2018 Jana Modulation Workshop

Diane DickieMilan Gembicky
[JANA-workshop]

Nearly 30 crystallographers from academia, industry and government labs recently gathered for the 2018 Jana Modulation Workshop organized and hosted by Milan Gembicky and Curtis Moore of the University of California, San Diego, USA. The workshop was led by Václav Petříček and Michal Dušek of the Czech Academy of Sciences, two of the co-authors of the Jana2006 software. The participants came from a wide variety of backgrounds including chemistry, geology and materials science, and their experience level ranged from graduate students to emeriti faculty. More than half a dozen US states, two Canadian provinces and three other foreign countries were represented.

Workshop participants were introduced to the Jana2006 software and to the concept of modulation through a combination of lectures and step-by-step activities that they worked through on their own computers individually or in pairs. To familiarize themselves with Jana2006, the attendees first learned how to solve and refine non-modulated structures from both single-crystal and powder data.
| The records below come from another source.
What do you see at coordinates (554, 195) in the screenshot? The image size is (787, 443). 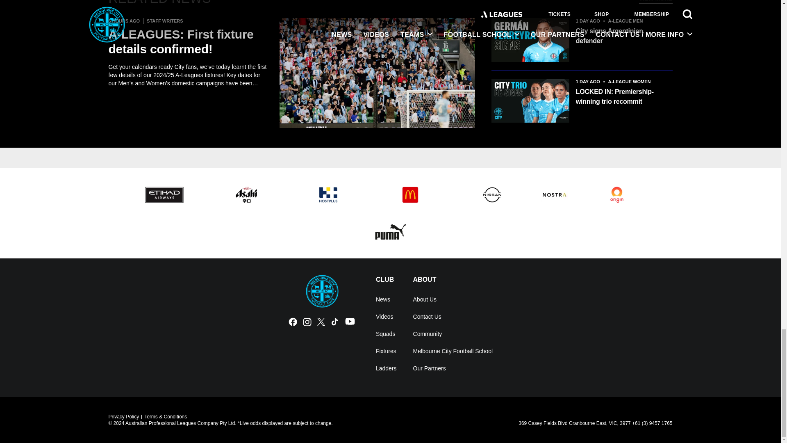 I see `Nostra` at bounding box center [554, 195].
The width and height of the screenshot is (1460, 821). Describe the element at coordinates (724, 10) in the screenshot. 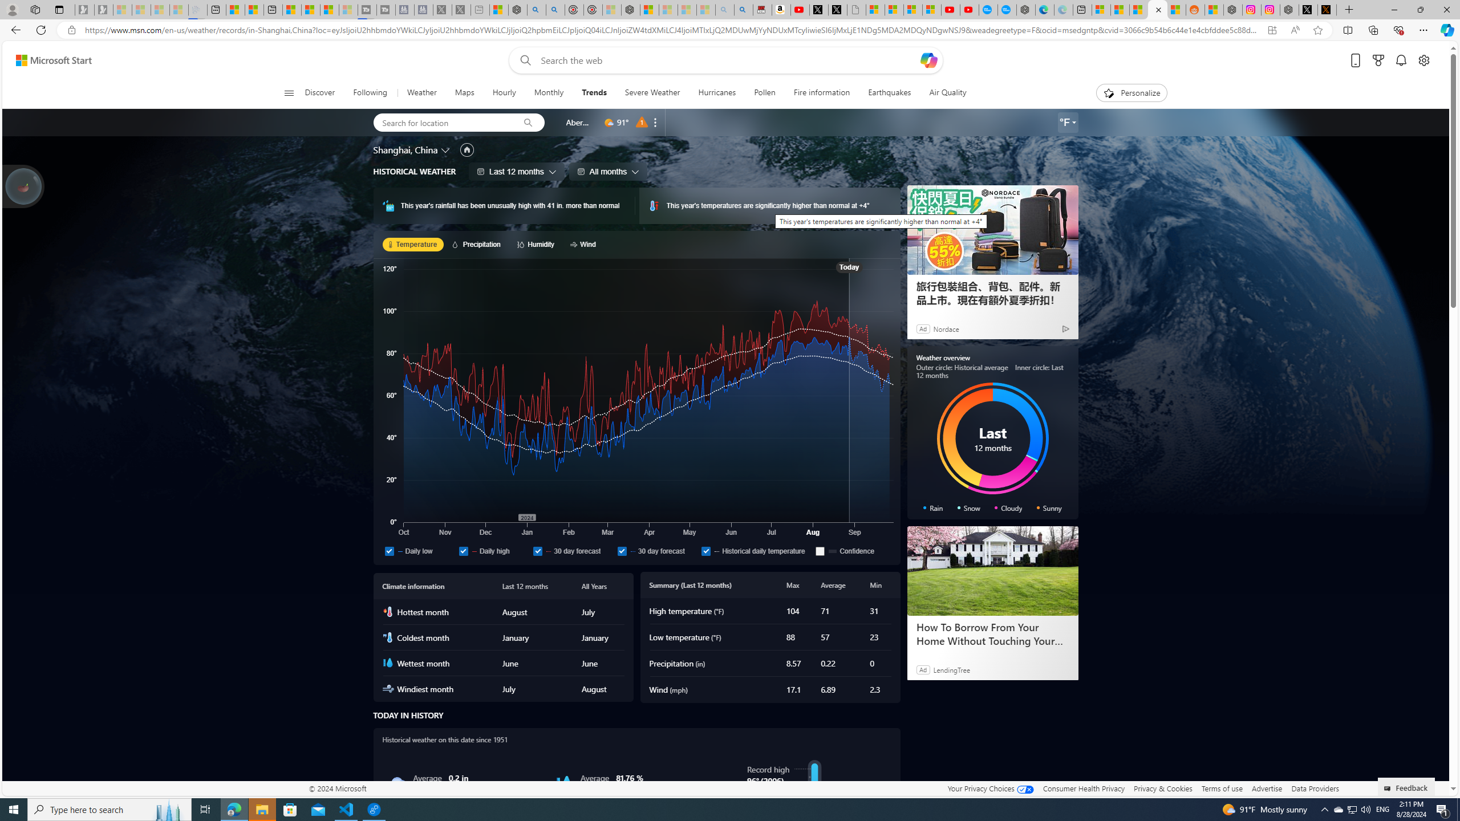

As they gained confidence and experience, more advanced concepts were introduced to the exercises. By the end of the four-day workshop, which ran from 10 to 13 December 2018, participants were modeling twins and various modulation functions, and visualizing the results in Diamond and Vesta. Everyone was sent back to their universities or companies with several more datasets to continue practicing.

In order to make sure that participants had all the necessary tools to generate and process their own datasets in the future, several other software packages were also demonstrated and distributed during the workshop. Jim Britten of McMaster University, Hamilton, Canada, gave a lecture on Max3D, a powerful program for visualizing reciprocal space in three dimensions. Because Jana2006 can handle data from virtually any diffractometer, Bruce Noll of Bruker AXS and Eric Reinheimer of Rigaku Americas each gave lectures to demonstrate best practices for collecting and processing crystallographic data using the APEX3 and CrysAlisPRO software suites, respectively. Dr Gembicky reinforced the message of their lectures - the importance of proper collection and processing strategies - by leading everyone through a hands-on integration and scaling of modulated single-crystal data. All of these lecturers made themselves available for one-on-one interactions with the workshop participants throughout the meeting.

The formal instruction periods of the workshop were supplemented with a number of social activities to promote networking among the participants. Each day started with a continental breakfast in the lecture hall, where everyone could mingle and discuss science with the other attendees. These discussions continued during the coffee breaks, as well as the three lunches and two dinners that were provided to the attendees. The UCSD crystallography lab, known as Diffractopia, was open before, during and after the workshop, and several people brought challenging crystals from their home labs to run on one of the nine state-of-the art, custom-built diffractometers in the UCSD facility. Tours of other famous UCSD landmarks, including the Geisel Library and the Fallen Star House were offered, as was a sunset hike through the Scripps Coastal Reserve near campus. No matter what their experience level and research interests were, everyone who came to this workshop learned something new and left a better scientist.